## Work order
Set down the final stretch of the data, from the line that holds "reading: 0.00 MPa" through the last line, both included, with pictures left out.

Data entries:

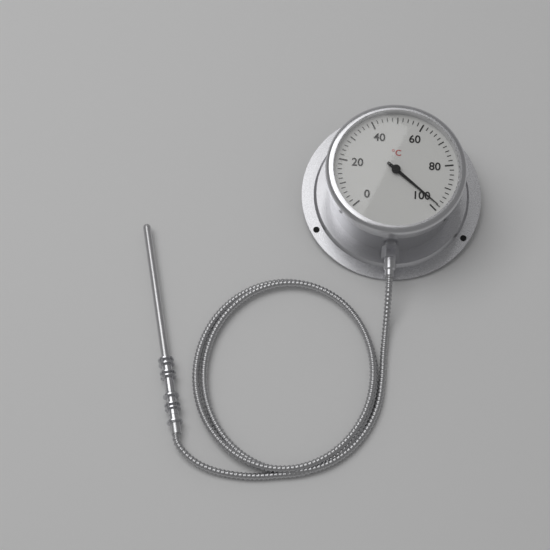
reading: 98 °C
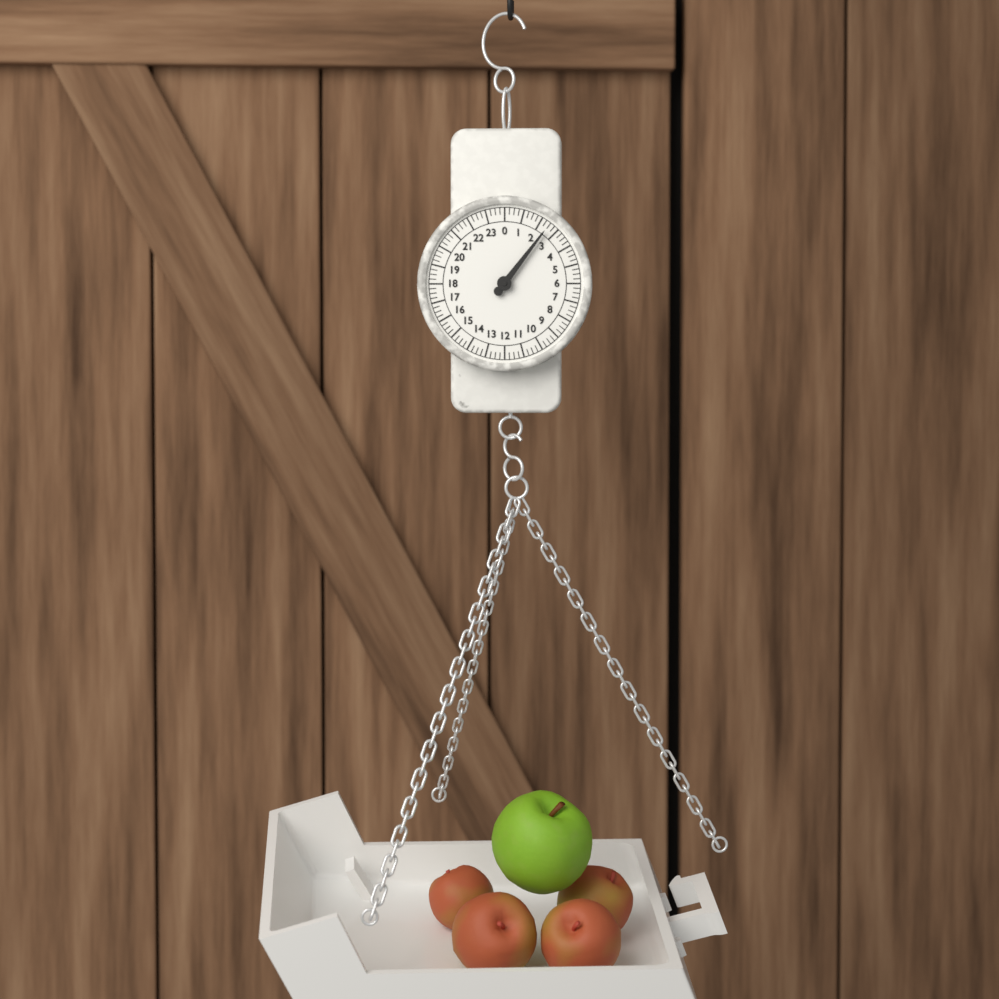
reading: 2.50 (no unit)
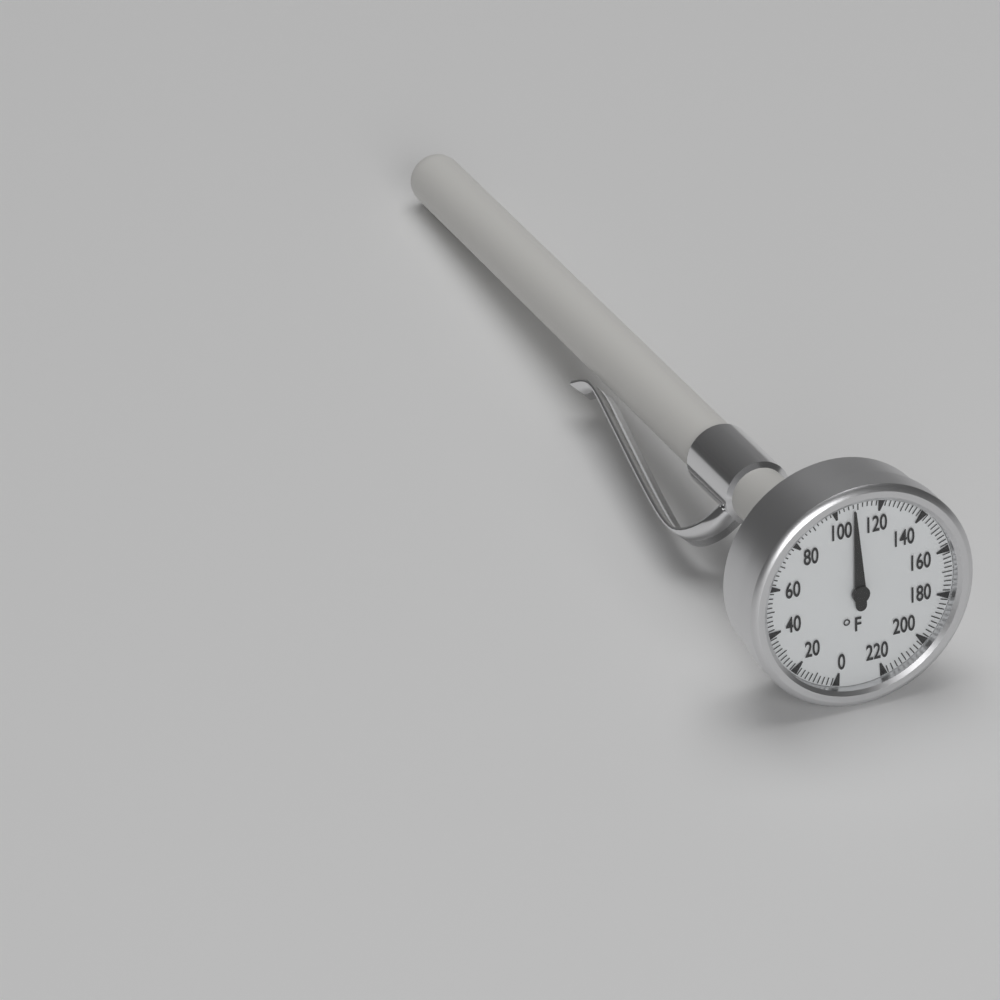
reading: 108 °F
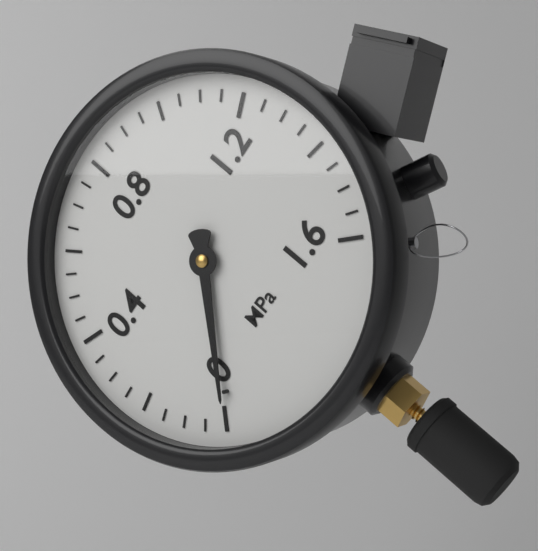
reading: 0.00 MPa
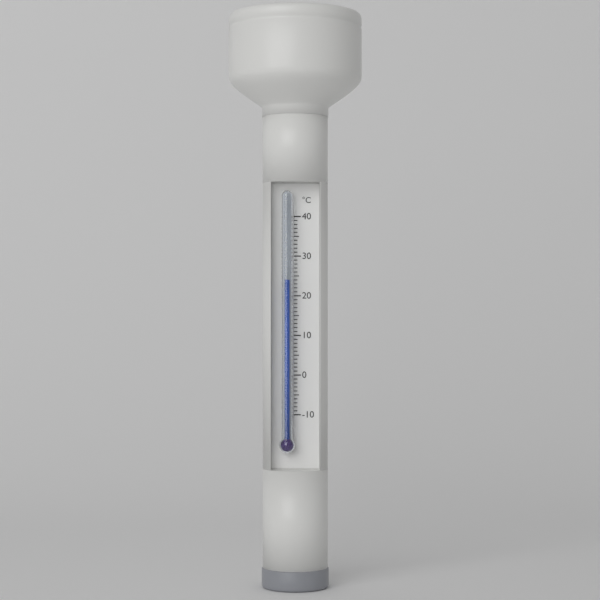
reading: 24 °C
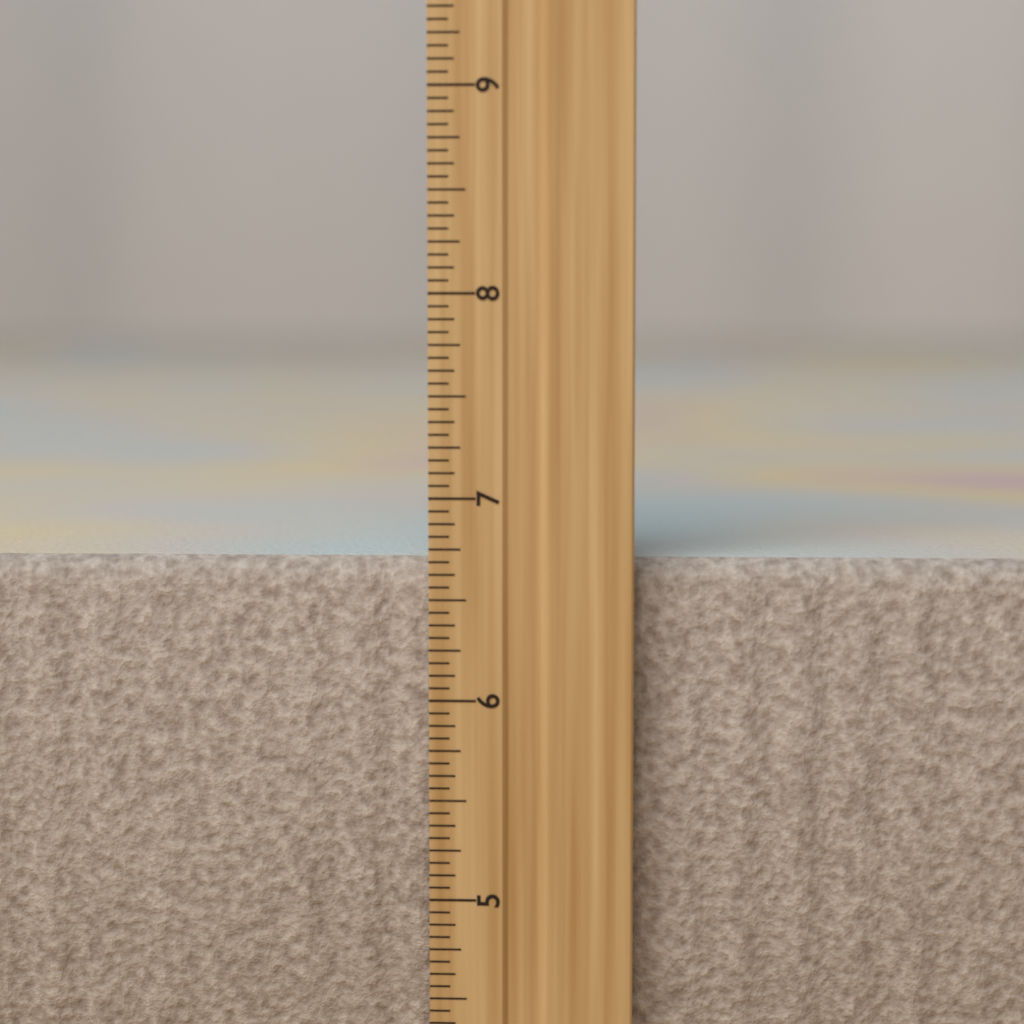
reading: 6.6875 inch
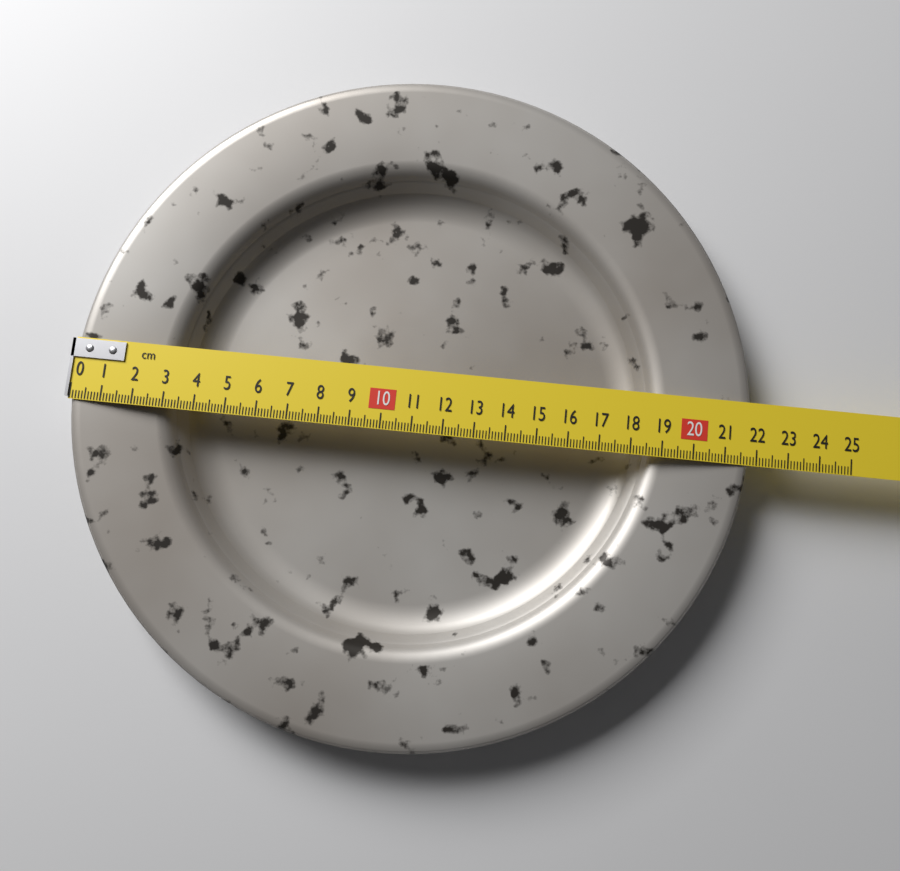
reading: 21.8 cm
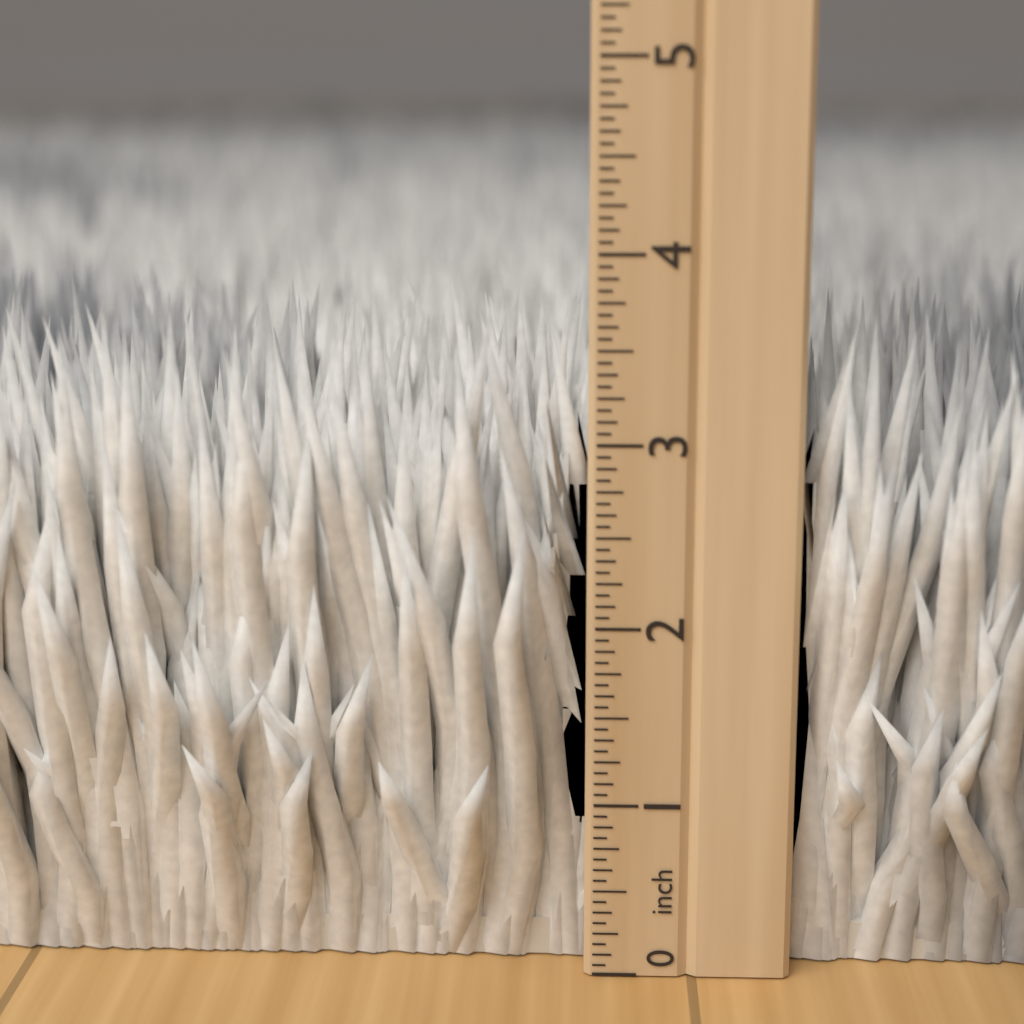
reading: 3.7500 inch
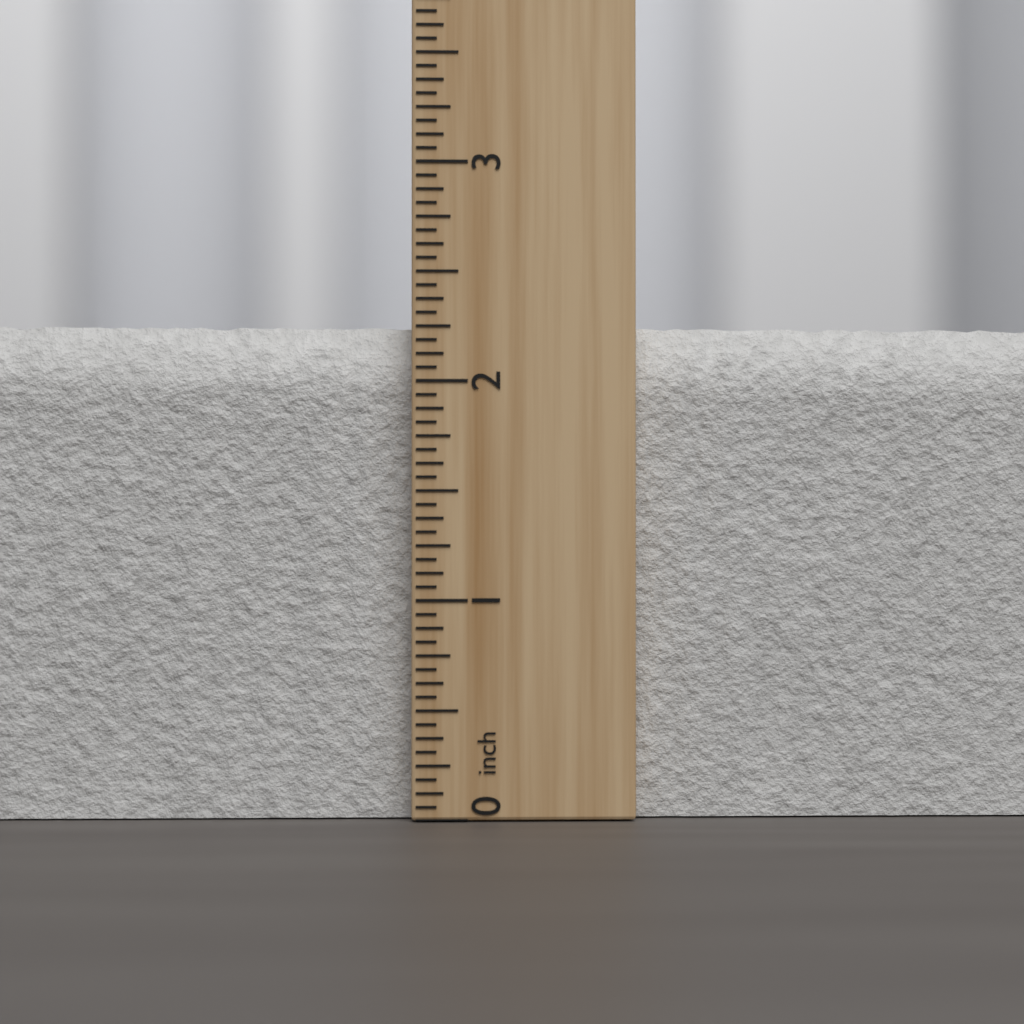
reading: 2.2500 inch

## Answer box
reading: 0.00 MPa
reading: 24 °C
reading: 6.6875 inch
reading: 21.8 cm
reading: 3.7500 inch
reading: 2.2500 inch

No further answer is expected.